Duck Amuck is an American animated surreal comedy short film directed by Chuck Jones and written by Michael Maltese.
Pandemonium reigns throughout the cartoon as Daffy attempts to steer the action back to some kind of normality, only for the animator to either ignore him or, more frequently, to over-literally interpret his increasingly frantic demands.
In 1994, it was voted #2 of The 50 Greatest Cartoons of all time by members of the animation field, behind only What's Opera, Doc?, also directed by Jones and written by Maltese.
[5] In 1999, Duck Amuck was added to the National Film Registry for being "culturally, historically, or aesthetically significant.
Daffy also finds himself generating random sound effects when he tries to speak, and finally regains his voice when he becomes enraged and shouts angrily at the animator.
The camera pulls back and the animator is revealed to be Bugs Bunny at a drawing table, who turns around and says to the audience, "Ain't I a stinker?".
A similar plot was also included in the episode "Duck's Reflucks" of Baby Looney Tunes, in which Bugs was the victim, Daffy was the animator, and it was made on a computer instead of a pencil and paper.
It is done once again with Daffy tormenting Bugs in the New Looney Tunes episode "One Carroter in Search of an Artist" (for this reason, this version has garnered the alternative name "Rabbit Rampage II" among series fans) with the technology updated and the pencil and paintbrush replaced by a digital pen, the victim is Bugs Bunny and the animator is Daffy Duck.
A Nintendo DS game was published based upon the short, where the player takes the role of the animator and is tasked with finding ways to anger Daffy.
Animation historian Greg Ford writes, "The duck glowers directly at the camera, the eye contact always implicating us, the viewers, in the cartoon's gleeful sadism.
While Mel Blanc's voice acting is masterful, writer Michael Maltese's gags are great, Maurice Noble's mismatched backgrounds are hilarious, and the Disney-derived yet highly defined 'stop and start' animation executed by Ken Harris is extra crispy here, the film belongs to Chuck Jones.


- _ACTION ITEM_
Tally the lines in the data below where the word "labels" appears, and give the tally alone.

[Data entries]
————

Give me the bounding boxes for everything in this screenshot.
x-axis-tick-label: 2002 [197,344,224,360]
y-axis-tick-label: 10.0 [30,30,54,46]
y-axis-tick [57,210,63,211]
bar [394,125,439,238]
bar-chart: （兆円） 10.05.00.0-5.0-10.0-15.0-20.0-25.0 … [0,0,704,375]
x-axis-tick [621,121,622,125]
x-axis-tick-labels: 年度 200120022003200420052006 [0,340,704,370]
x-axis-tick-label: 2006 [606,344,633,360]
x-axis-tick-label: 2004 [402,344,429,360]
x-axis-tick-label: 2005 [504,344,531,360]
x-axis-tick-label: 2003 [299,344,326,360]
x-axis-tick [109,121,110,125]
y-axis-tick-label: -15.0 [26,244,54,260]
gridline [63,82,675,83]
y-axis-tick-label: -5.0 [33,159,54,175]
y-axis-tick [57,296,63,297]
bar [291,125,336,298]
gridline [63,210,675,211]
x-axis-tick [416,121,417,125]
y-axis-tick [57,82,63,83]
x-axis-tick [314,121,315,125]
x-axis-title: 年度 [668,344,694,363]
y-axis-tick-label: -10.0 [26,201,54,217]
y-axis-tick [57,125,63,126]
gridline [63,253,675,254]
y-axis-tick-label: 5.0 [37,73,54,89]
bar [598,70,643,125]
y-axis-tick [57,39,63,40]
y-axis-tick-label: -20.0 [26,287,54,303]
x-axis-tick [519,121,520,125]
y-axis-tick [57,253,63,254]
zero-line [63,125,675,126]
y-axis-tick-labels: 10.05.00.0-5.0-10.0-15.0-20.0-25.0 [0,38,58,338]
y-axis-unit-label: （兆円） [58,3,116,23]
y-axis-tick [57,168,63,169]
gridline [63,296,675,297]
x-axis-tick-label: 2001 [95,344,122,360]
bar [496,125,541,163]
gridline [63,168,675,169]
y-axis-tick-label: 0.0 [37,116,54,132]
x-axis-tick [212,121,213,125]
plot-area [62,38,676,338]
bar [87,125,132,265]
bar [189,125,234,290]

————

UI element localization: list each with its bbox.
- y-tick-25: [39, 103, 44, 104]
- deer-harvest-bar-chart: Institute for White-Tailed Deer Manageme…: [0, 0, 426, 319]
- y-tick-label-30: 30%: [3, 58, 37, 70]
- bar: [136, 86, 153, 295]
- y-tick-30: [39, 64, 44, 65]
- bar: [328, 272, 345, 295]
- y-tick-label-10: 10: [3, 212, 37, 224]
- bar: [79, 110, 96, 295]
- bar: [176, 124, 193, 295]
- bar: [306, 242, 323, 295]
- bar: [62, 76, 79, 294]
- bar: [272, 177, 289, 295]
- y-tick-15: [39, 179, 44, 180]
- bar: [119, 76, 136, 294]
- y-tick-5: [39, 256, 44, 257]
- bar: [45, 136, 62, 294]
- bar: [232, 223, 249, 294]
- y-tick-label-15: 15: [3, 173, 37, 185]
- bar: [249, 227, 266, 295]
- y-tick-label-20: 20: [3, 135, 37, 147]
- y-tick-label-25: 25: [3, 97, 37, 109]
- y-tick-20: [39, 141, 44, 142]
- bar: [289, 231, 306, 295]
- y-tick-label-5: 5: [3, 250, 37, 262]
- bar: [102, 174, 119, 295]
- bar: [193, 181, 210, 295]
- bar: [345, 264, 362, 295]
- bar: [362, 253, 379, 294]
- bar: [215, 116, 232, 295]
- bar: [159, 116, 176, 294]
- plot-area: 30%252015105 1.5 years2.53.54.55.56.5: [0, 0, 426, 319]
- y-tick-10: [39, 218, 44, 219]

————

- _SOLUTION_
2